Ready to jump
Action and comedy drive this sequel
Having grown up watching Johnny Depp as undercover Officer Tom Hanson on TV, I was a bit uncomfortable with the idea of remaking 21 Jump Street as a movie. Turns out I had no reason to worry, because the films really are not remakes of the show at all. Instead, they could be considered homages—nods to the narc-cop genre wrapped in ridiculous, sometimes silly humor.
Take, for instance, the show’s somewhat absurd premise of cops in their mid-20s infiltrating high schools week after week impersonating teenagers. Their shop is a converted church, their budget is next to nada … you get the picture. There’s a lot to poke fun at here, and while fans of the show might get more of the references, the beauty of these films is that “getting it” is really just a bonus, a very small part of the fun.
For this second installment, Channing Tatum and Jonah Hill return as Officers Jenko and Schmidt, respectively. The film—called 22 Jump Street because of an actual address change—starts off, appropriately enough, with a recap of the first film, then launches into the new plot. Ice Cube is back as Capt. Dickson, angry as ever about, well, everything. He explains to his star officers that instead of high school, this time their assignment is to infiltrate a college campus, where they are to locate a drug dealer whose product has been linked to a student’s death.
As college freshmen, Jenko and Schmidt reprise their roles as jock and nerd, frat boy and intellectual (sort of). Jenko joins the football team and Schmidt tries his hand at slam poetry. In the process, they both make connections—one a “bromance,” the other an actual romance—that threaten to fracture their friendship.
This leads to my only real complaint about the film: the homo-erotic hints are way overdone. The first few jokes are funny—sure, a friendship can be like a relationship—but by the fourth, fifth or sixth time Hill looks at Tatum with doe eyes and kicks his feet at the dirt like an abandoned puppy, I wanted to reach out and slap them, then remind them to get back to the action.
Speaking of action, there is plenty of it here, from football games to car chases to a particularly hilarious scene in which the pair try to stealthily break into a frat house to install surveillance equipment while high on the drugs whose source they’re trying to find.
Throughout the film, Ice Cube shows up to make thinly veiled references to the fact that this is a sequel and a remake. He plays pretty prominently in one of the storylines, too, adding his special brand of humor to the mix. The other notable addition to the cast is Jillian Bell (Workaholics), whose quiet introduction into scenes (“How long have you been sitting there?”) is second in hilarity only to her deadpan delivery, mostly of age jokes.
Plain and simple, 22 Jump Street is a lot of fun. With the exception of a few short detours, the plot stays on point, the action keeps it moving, and the comedy keeps everyone laughing.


**ASSIGNMENT:**
Search the data below for "screenshot"; list each line that holds it.

---------- TASK MATERIAL

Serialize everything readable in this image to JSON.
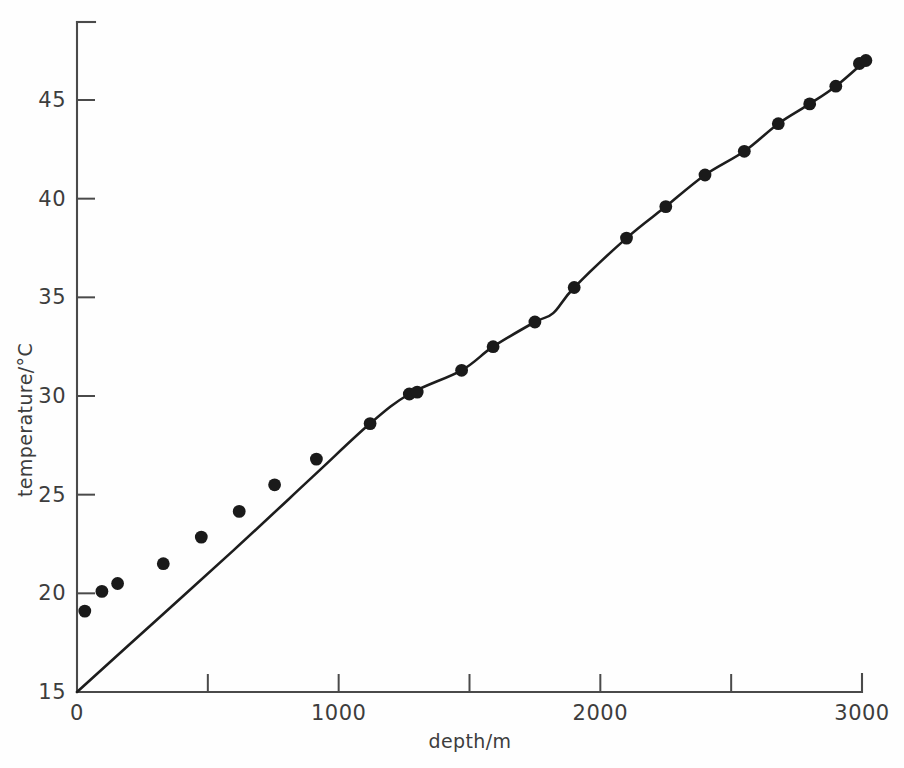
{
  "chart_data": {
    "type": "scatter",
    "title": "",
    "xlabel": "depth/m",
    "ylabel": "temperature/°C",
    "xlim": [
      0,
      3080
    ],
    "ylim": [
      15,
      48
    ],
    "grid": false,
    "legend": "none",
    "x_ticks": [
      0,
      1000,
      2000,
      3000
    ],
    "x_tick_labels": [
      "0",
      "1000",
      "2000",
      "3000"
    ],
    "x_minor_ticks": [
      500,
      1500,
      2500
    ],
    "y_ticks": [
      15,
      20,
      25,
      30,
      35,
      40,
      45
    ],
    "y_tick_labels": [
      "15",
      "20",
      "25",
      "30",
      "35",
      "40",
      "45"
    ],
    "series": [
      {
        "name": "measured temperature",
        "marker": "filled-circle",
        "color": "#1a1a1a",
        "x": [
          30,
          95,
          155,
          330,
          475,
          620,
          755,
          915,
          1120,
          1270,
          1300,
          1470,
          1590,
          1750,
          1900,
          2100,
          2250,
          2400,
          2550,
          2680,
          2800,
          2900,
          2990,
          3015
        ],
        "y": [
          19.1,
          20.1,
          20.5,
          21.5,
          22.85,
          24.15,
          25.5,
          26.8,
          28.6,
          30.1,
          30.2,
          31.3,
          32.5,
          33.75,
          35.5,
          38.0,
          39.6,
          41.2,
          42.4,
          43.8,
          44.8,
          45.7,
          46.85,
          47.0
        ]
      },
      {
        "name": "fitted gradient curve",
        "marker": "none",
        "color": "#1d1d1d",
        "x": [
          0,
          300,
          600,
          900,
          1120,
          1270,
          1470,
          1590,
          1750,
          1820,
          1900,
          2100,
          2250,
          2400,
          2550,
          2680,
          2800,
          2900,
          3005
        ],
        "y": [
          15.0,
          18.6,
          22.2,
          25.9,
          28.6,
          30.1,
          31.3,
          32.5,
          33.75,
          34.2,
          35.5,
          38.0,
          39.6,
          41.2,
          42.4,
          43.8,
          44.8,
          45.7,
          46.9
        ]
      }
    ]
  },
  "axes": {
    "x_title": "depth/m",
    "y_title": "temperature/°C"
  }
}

--------------------
---------- TASK MATERIAL

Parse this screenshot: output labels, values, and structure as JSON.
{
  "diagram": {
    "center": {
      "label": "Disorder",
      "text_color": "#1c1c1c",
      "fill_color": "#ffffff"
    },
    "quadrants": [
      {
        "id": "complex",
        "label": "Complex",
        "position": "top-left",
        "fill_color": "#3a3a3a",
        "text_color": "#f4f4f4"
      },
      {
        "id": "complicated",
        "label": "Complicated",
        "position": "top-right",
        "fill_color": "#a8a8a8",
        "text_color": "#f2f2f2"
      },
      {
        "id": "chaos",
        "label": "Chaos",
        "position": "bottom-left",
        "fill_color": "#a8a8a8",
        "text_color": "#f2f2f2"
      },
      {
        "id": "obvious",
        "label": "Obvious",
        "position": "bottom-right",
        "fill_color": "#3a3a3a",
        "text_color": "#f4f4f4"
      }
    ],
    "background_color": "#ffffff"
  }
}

--------------------
---------- TASK MATERIAL

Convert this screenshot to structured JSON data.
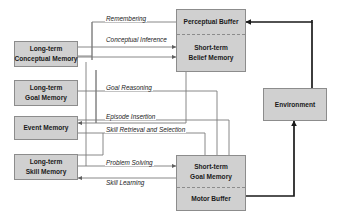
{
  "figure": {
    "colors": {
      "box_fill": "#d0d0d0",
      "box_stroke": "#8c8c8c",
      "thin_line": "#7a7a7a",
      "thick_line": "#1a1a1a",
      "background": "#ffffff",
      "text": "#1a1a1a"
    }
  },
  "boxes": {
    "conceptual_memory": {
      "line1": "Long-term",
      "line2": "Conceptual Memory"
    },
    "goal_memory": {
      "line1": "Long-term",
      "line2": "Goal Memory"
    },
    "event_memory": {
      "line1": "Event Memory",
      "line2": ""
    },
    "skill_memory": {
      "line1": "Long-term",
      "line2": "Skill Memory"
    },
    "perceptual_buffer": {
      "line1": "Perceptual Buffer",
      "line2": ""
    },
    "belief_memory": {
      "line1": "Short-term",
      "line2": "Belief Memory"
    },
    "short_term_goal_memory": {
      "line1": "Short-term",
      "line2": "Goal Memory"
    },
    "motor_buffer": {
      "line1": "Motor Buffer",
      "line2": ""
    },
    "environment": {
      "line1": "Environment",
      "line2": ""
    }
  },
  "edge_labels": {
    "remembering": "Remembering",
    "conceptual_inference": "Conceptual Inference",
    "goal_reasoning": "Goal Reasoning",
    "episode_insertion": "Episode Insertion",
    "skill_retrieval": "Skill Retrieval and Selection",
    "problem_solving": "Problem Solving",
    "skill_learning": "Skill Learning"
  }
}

--------------------

**WORKED SOLUTION:**
Parse this screenshot: output labels, values, and structure as JSON.
Convert this screenshot to structured JSON data.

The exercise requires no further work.